"It requires thinking over. Suppose I was to be able to get half-a-dozen or so of our greatest writers, how should we manage to entertain them?"

"I should like, if they would only come—I should like to give them a dinner at the Langham. A square meal; the very best dinner that the hotel can serve. I should like to make them feel like being at the Guildhall."

"I will think about it," said Jack, "and let you know in a day or two what I can do for you."

CHAPTER XXII.

"Ambition should be made of sterner stuff."

"A patron at last, Cornelius," said Humphrey Jagenal, partly recovering from the shock of Jack Dunquerque's communication. "A Patron. Patronage is, after all, the breath of life in Art. Let others pander to the vitiated public taste and cater for a gaping crowd round the walls of the Royal Academy. I would paint for a Lorenzo only, and so work for the highest interests of Art. We will call, brother, upon this Mr. Beck to-morrow."

"We will!" said Cornelius, with enthusiasm.

It was in the Studio. Both brothers, simultaneously fired with ardour, started to their feet and threw back their heads with a gesture of confidence and determination. The light of high resolve flashed from their eyes, which were exactly alike. The half-opened lips expressed their delight in the contemplation of immortal fame. Their chance had arrived; their youth was come back to them.

True, that Gilead Beck at present only proposed to become a Patron to the Artist; but while it did not enter into Humphrey's head for one moment that he could make that visit unsupported by his brother, so the thought lay in either's brain that a Poet wanted patronage as much as an Artist.

They were both excited. To Humphrey it was clear that the contemplation of his great work, in which he had basked so many years, was to be changed for days of active labour. No longer could he resolve to carry it into execution the "day after to-morrow," as the Arabs say. This was difficult to realise, but as yet the thought was like the first shock of ice-cold water, for it set his veins tingling and braced his nerves. He felt within him once more the strength felt by every young man at first, which is the strength of Michael Angelo. He saw in imagination his great work, the first of many great works, finished, a glorious canvas glowing with the realization of a painter's dream of colour, crowded with graceful figures, warm with the thought of genius, and rich with the fancy of an Artist-scholar—a work for all time. And he gasped. But for his beard he might have been a boy waiting for the morrow, when he should receive the highest prize in the school; or an undergraduate, the favourite of his year, after the examination, looking confidently to the Senior Wranglership.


**Instructions for the task**
Copy the data below verbatim, leaving no line out.

**Supplied records**
____________
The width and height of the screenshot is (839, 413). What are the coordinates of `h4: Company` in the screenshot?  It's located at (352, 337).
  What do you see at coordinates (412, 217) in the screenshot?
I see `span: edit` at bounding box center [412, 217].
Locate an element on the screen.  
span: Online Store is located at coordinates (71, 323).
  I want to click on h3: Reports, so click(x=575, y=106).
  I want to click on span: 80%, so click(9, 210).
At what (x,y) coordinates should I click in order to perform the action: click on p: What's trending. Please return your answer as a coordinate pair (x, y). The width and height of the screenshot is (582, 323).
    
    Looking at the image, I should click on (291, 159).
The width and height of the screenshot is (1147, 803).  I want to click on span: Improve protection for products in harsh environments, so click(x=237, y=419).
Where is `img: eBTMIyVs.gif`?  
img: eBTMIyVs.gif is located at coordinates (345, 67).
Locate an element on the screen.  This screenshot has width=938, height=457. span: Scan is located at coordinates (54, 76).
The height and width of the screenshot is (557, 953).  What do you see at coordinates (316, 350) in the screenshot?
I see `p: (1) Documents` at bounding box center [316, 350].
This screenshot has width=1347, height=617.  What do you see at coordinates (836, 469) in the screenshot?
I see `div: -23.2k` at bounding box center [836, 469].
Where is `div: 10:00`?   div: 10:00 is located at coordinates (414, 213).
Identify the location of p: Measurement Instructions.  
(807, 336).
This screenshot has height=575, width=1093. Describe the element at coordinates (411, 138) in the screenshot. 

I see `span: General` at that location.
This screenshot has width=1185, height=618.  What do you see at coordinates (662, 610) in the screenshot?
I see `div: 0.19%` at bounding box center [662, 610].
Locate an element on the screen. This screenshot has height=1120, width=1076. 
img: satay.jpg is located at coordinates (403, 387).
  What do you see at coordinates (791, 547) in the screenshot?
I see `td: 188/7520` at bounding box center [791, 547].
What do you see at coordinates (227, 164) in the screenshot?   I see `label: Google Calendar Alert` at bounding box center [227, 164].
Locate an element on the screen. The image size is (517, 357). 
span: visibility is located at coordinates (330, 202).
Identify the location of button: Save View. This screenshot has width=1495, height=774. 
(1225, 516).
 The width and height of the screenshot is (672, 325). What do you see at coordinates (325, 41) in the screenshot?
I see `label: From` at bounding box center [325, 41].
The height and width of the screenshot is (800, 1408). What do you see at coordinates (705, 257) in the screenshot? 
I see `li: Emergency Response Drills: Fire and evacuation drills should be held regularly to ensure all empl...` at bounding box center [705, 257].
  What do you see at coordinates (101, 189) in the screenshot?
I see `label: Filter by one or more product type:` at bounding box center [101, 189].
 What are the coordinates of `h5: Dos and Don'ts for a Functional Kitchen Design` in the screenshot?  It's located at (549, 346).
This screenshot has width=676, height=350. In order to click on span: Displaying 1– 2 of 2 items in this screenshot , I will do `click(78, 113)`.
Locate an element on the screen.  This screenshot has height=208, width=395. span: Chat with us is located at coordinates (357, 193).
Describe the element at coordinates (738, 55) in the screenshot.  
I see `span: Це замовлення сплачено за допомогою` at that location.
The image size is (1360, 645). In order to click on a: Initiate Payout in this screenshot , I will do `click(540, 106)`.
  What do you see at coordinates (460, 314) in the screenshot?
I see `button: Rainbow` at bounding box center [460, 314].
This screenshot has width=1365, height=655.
____________
**Task response**
The width and height of the screenshot is (839, 413). What are the coordinates of `h4: Company` in the screenshot?  It's located at (352, 337).
  What do you see at coordinates (412, 217) in the screenshot?
I see `span: edit` at bounding box center [412, 217].
Locate an element on the screen.  
span: Online Store is located at coordinates (71, 323).
  I want to click on h3: Reports, so click(x=575, y=106).
  I want to click on span: 80%, so click(9, 210).
At what (x,y) coordinates should I click in order to perform the action: click on p: What's trending. Please return your answer as a coordinate pair (x, y). The width and height of the screenshot is (582, 323).
    
    Looking at the image, I should click on (291, 159).
The width and height of the screenshot is (1147, 803).  I want to click on span: Improve protection for products in harsh environments, so click(x=237, y=419).
Where is `img: eBTMIyVs.gif`?  
img: eBTMIyVs.gif is located at coordinates (345, 67).
Locate an element on the screen.  This screenshot has width=938, height=457. span: Scan is located at coordinates (54, 76).
The height and width of the screenshot is (557, 953).  What do you see at coordinates (316, 350) in the screenshot?
I see `p: (1) Documents` at bounding box center [316, 350].
This screenshot has width=1347, height=617.  What do you see at coordinates (836, 469) in the screenshot?
I see `div: -23.2k` at bounding box center [836, 469].
Where is `div: 10:00`?   div: 10:00 is located at coordinates (414, 213).
Identify the location of p: Measurement Instructions.  
(807, 336).
This screenshot has height=575, width=1093. Describe the element at coordinates (411, 138) in the screenshot. 

I see `span: General` at that location.
This screenshot has width=1185, height=618.  What do you see at coordinates (662, 610) in the screenshot?
I see `div: 0.19%` at bounding box center [662, 610].
Locate an element on the screen. This screenshot has height=1120, width=1076. 
img: satay.jpg is located at coordinates (403, 387).
  What do you see at coordinates (791, 547) in the screenshot?
I see `td: 188/7520` at bounding box center [791, 547].
What do you see at coordinates (227, 164) in the screenshot?   I see `label: Google Calendar Alert` at bounding box center [227, 164].
Locate an element on the screen. The image size is (517, 357). 
span: visibility is located at coordinates (330, 202).
Identify the location of button: Save View. This screenshot has width=1495, height=774. 
(1225, 516).
 The width and height of the screenshot is (672, 325). What do you see at coordinates (325, 41) in the screenshot?
I see `label: From` at bounding box center [325, 41].
The height and width of the screenshot is (800, 1408). What do you see at coordinates (705, 257) in the screenshot? 
I see `li: Emergency Response Drills: Fire and evacuation drills should be held regularly to ensure all empl...` at bounding box center [705, 257].
  What do you see at coordinates (101, 189) in the screenshot?
I see `label: Filter by one or more product type:` at bounding box center [101, 189].
 What are the coordinates of `h5: Dos and Don'ts for a Functional Kitchen Design` in the screenshot?  It's located at (549, 346).
This screenshot has width=676, height=350. In order to click on span: Displaying 1– 2 of 2 items in this screenshot , I will do `click(78, 113)`.
Locate an element on the screen.  This screenshot has height=208, width=395. span: Chat with us is located at coordinates (357, 193).
Describe the element at coordinates (738, 55) in the screenshot.  
I see `span: Це замовлення сплачено за допомогою` at that location.
The image size is (1360, 645). In order to click on a: Initiate Payout in this screenshot , I will do `click(540, 106)`.
  What do you see at coordinates (460, 314) in the screenshot?
I see `button: Rainbow` at bounding box center [460, 314].
This screenshot has width=1365, height=655.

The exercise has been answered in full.